Welcome to Citizen Science
The concept is called “citizen science,” and it’s a global movement where volunteers (like you!) help professional scientists collect and analyse data. In the past, this might have meant keeping detailed paper logs of weather or wildlife sightings. Today,
your smartphone, with its high-resolution camera, GPS, and powerful processor, makes contributing easier than ever. Researchers are studying everything from biodiversity loss and light pollution to protein folding and climate change, and they need more eyes, ears, and processing power than their teams alone can provide. By downloading an app and spending just a few minutes a day or a week, you can contribute to massive datasets that lead to real discoveries, policy changes, and a better understanding of our world.
Document India's Incredible Biodiversity
One of the most popular and accessible platforms is iNaturalist. This app, a joint initiative of the California Academy of Sciences and the National Geographic Society, turns you into a naturalist. The process is simple: see a plant, insect, or animal you don’t recognise? Snap a photo. The app’s AI, along with a community of experts, will help you identify it. Every observation you upload, complete with its GPS tag and date, becomes a data point. In a country as biodiverse as India, this is incredibly valuable. Your photos can help track the spread of invasive species, monitor the health of native plant populations, or record sightings of rare butterflies in your own neighbourhood. It’s a fantastic way to learn about local flora and fauna while creating a permanent record for science.
Help Map the Stars (and Light Pollution)
Are you a fan of stargazing? You can help astronomers understand the impact of light pollution. The Globe at Night project asks citizen scientists to look up at the night sky and report which stars they can see from their location. You don't need a telescope—just your eyes. The app provides star charts for comparison, allowing you to match what you see with a magnitude scale. This data helps create a global map of light pollution, a growing problem in and around India's rapidly expanding cities. By showing scientists where the sky is darkest and where it is brightest, your observations contribute to research on the effects of artificial light on human health, wildlife behaviour, and energy consumption.
Lend Your Phone’s Idle Power
Some of the most groundbreaking science doesn't require you to go outside at all. It just needs your phone’s unused processing power. Apps like DreamLab (from the Vodafone Foundation) and BOINC (developed by the University of California, Berkeley) allow you to “donate” your phone’s computing power to massive research projects while you sleep. Simply install the app, choose a project—such as cancer research, climate modelling, or COVID-19 studies—and plug your phone in to charge. While you’re asleep, your phone will download tiny packets of data, perform complex calculations, and send the results back to the research team. Your device becomes one small part of a global supercomputer, helping to solve problems that would otherwise require years of computing time.

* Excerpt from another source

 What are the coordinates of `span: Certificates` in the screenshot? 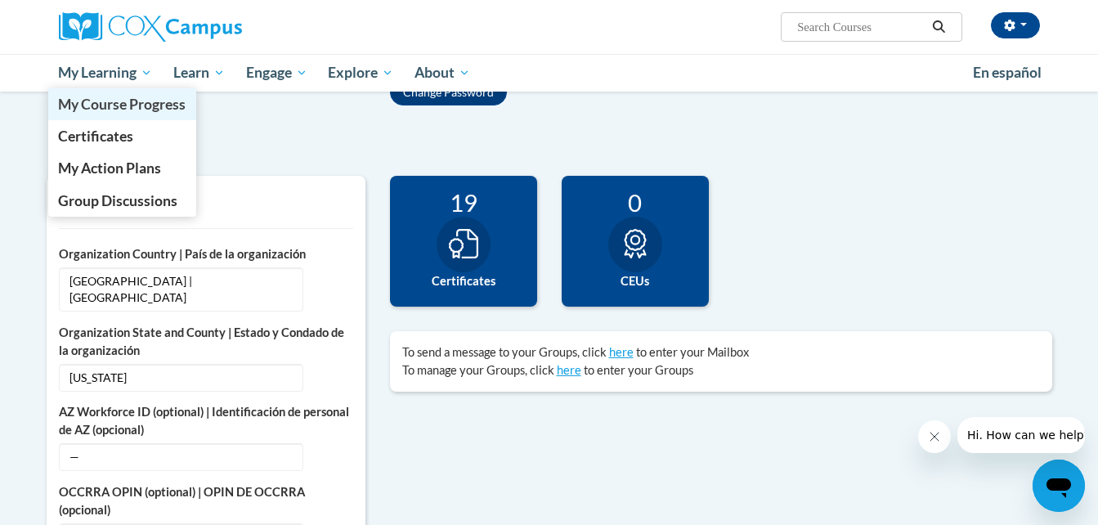 It's located at (96, 136).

Become an Expert Birdwatcher
For bird lovers, eBird is the gold standard. Managed by the Cornell Lab of Ornithology, this platform allows you to submit checklists of birds you see and hear, whether you’re on a dedicated birding trip or just walking through a local park. India is home to an astonishing variety of resident and migratory birds, and eBird helps scientists track their populations, migration routes, and habitats on a massive scale. Your simple observation of a sparrow or a sunbird, when combined with thousands of others, helps researchers understand how bird populations are shifting in response to urbanisation and climate change. The platform also serves as a personal birding journal, keeping track of your life list and helping you find new species in your area.